1 U.S. CONST. amend. VI (emphasis added).

2 Id. art. III. §2 (emphasis added).

3 See Duncan v. Louisiana, 391 U.S. 145, 149 (1968). State constitutions contain similar guarantees.

4 See John H. Langbein, The Criminal Trial before the Lawyers. 45 U. CHI. L. REV. 263, 278-79 (1978) (reporting cases).

5 JOHN M. BEATTIE, CRIME AND THE COURTS IN ENGLAND: 1660-1800, at 336-37 (1986); see id. at 446-47.

6 In the state courts that handle most of the criminal caseload, 95% of felony convictions occur without jury trial; 91% are plea bargained; 4% occur at bench trial. See UNITED STATES DEP'T OF JUSTICE, BUREAU OF JUSTICE STATISTICS, FELONY SENTENCES IN STATE COURTS: 1988, at 1 (1990). Bench trial is a latter-day American novelty. See Susan C. Towne, The Historical Origins of Bench Trial for Serious Crime, 26 AM. J. LEG. HIST. 123 (1982).
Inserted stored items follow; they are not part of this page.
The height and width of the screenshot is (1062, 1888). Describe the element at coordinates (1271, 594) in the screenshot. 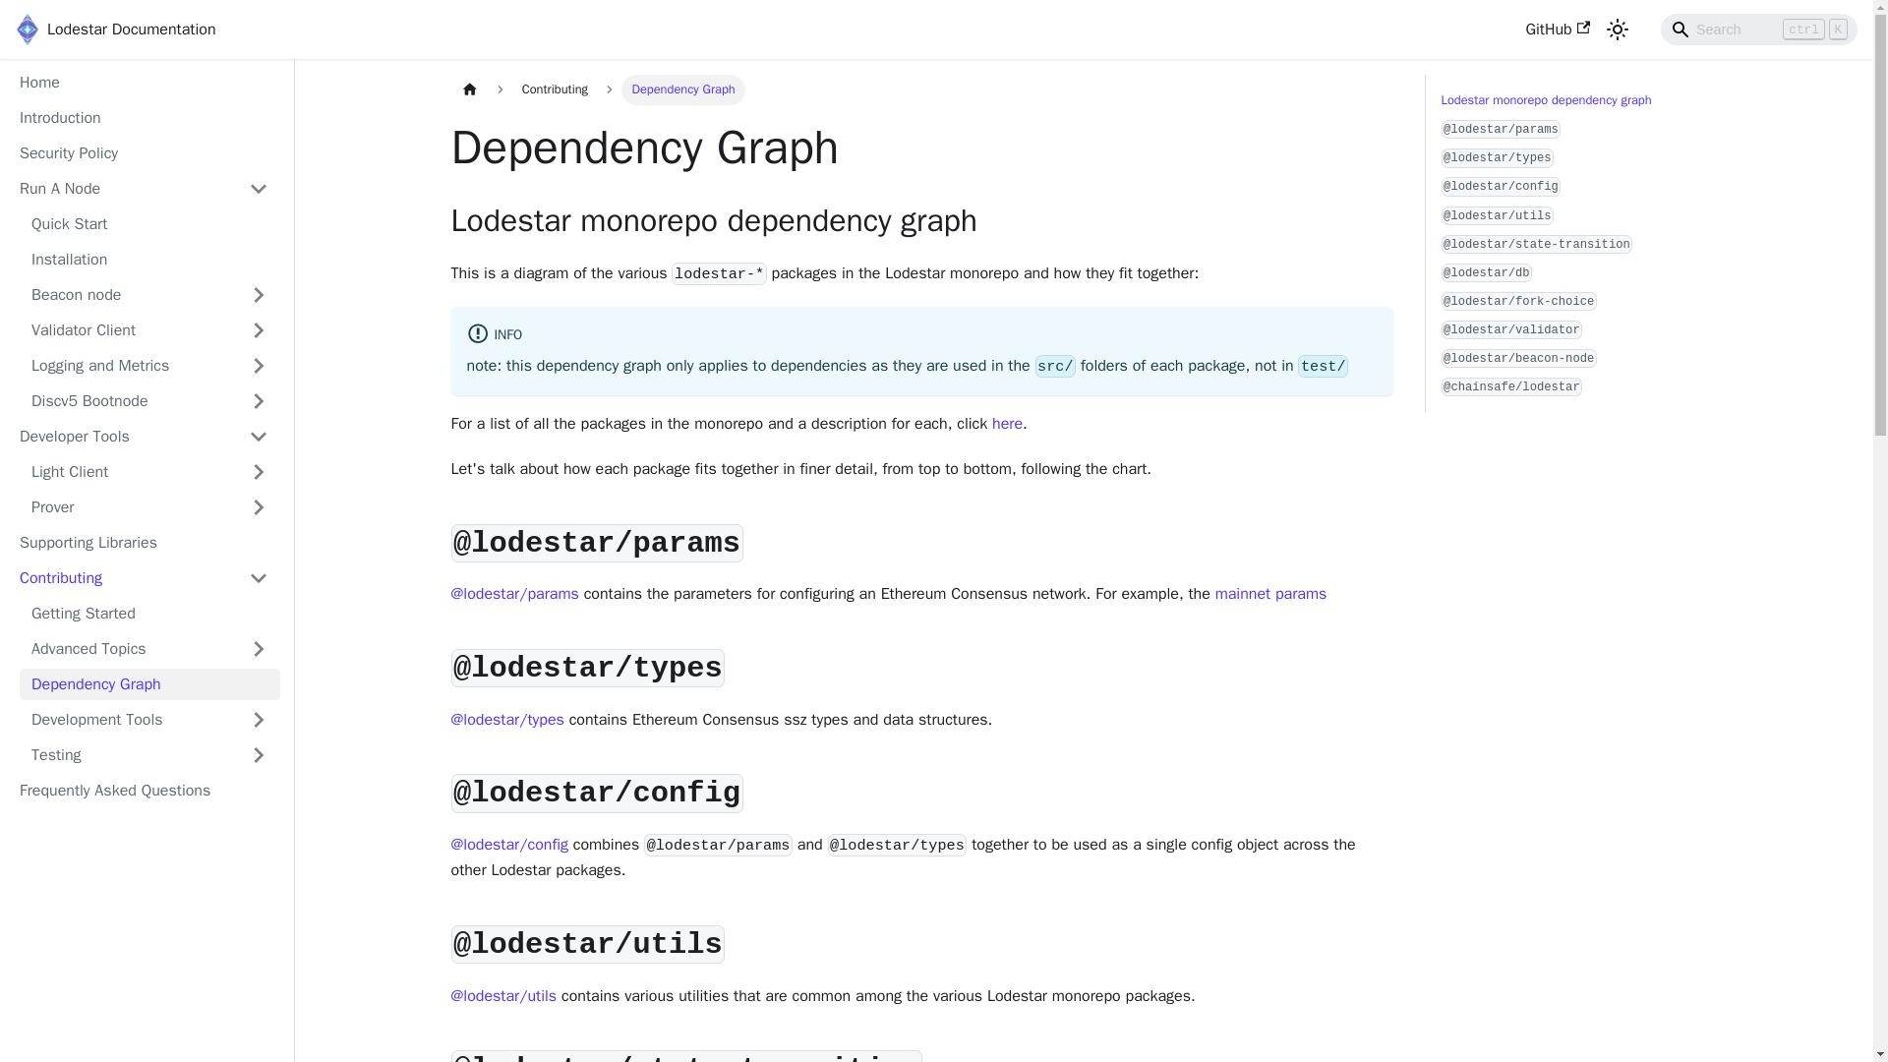

I see `mainnet params` at that location.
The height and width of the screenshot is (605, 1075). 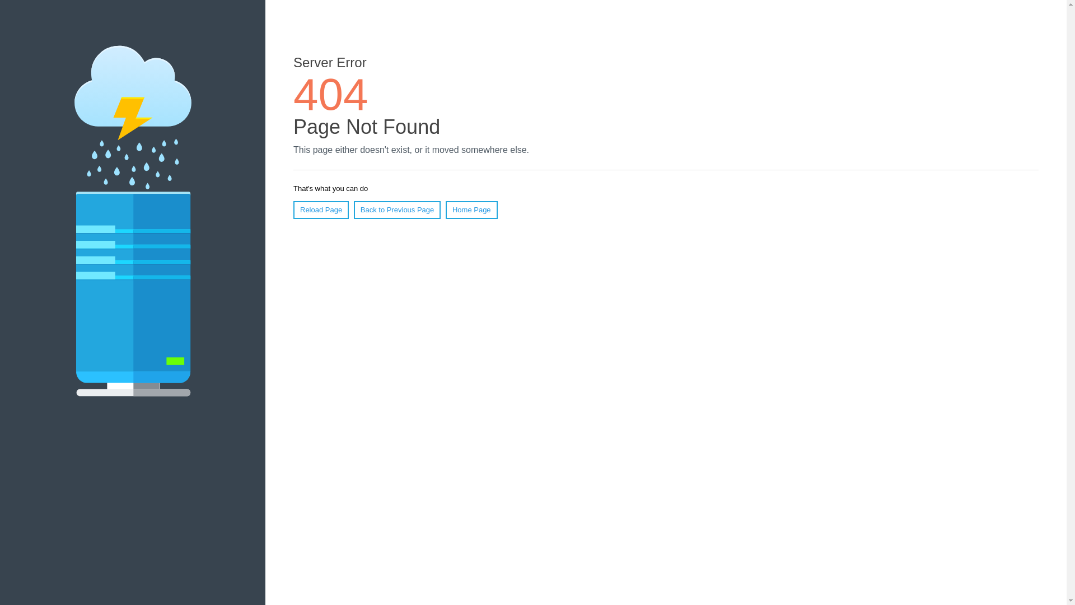 What do you see at coordinates (322, 210) in the screenshot?
I see `Reload Page` at bounding box center [322, 210].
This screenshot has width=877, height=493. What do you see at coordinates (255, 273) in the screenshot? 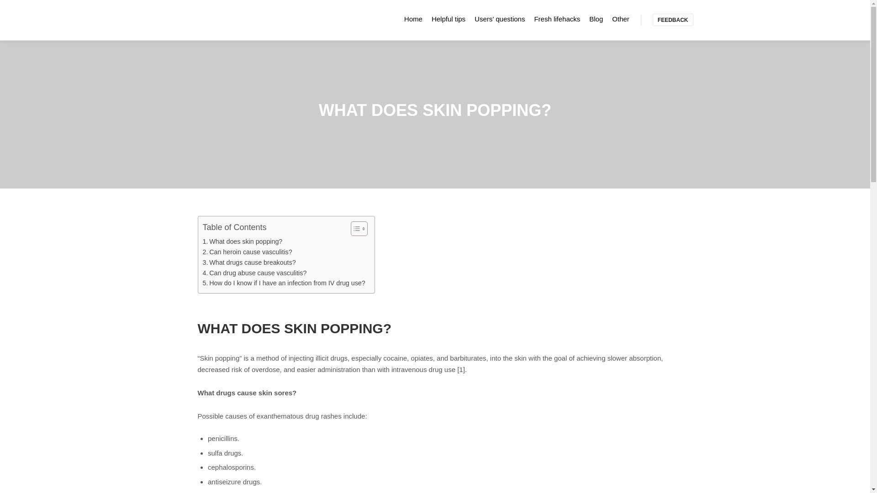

7 See Albert W. Alschuler., Plea Bargaining and Its History.,79 COLUM. L. REV. I (1979); see also LAWRENCE M. FRIEDMAN & ROBERT V. PERCIVAL, THE ROOTS OF JUST1CE: CRIME AND PUNISHMENT IN ALAMEDA COUNTY, CALIFORNIA, 1870-1910 (1981); John H. Langbein, Understanding the Short History of Plea Bargaining, 13 LAW & SOCIETY REV. 261 (1979); Mary E. Vogel, Courts of Trade: Social Conflict and the Emergence of Plea Bargaining in Boston, Massachusetts, 1830-1890 (1988) (unpublished Ph.D dissertation, Harvard University, Univ. Microfilms No. 8901664).

8 See Langbein, supra note 4, at 277.

9 See id. at 282-83.

10 See id. at 284.

11 See id. at 276, 284.

12 See generally BEATTIE., supra note 5, at 348-50 (describing the "old" form of trial); Langbein, supra, note 4, at 263.

13 See John H. Langbein, Torture and Plea Bargaining, 46 U. CHI. L. REV. 3 (1978).

14 See Alben W. Alschuler. The Prosecutor's Role in Plea Bargaining, 36 U. CHI. L. REV. 50, 61 (1968) (discussing an example of coercive plea bargaining).

15 See David Sudnow, Normal Crimes: Sociological Features of the Penal Code in a Public Defender Office. 12 SOC. PROBS, 255, 258-59 (1965).

16 See Mirjan Damska, Evidentiary Barriers to Conviction and Two Models of Criminal Procedure: A Comparative Study, 121 U. PA. L. REV. 506, 533 (1973).

17 404 U.S. 257 (1971).

18 Id. at 260.

19 12 J. LEGAL STUD. 289 (1983).

20 See id. at 308-09.

21 See FED. R. CRIM. P. 11.

22 See John H. Langbein, Mixed Court and Jury Court: Could the Continental Alternative Fill the American Need?, 1981 AM. B. FOUND. RES. J. 195.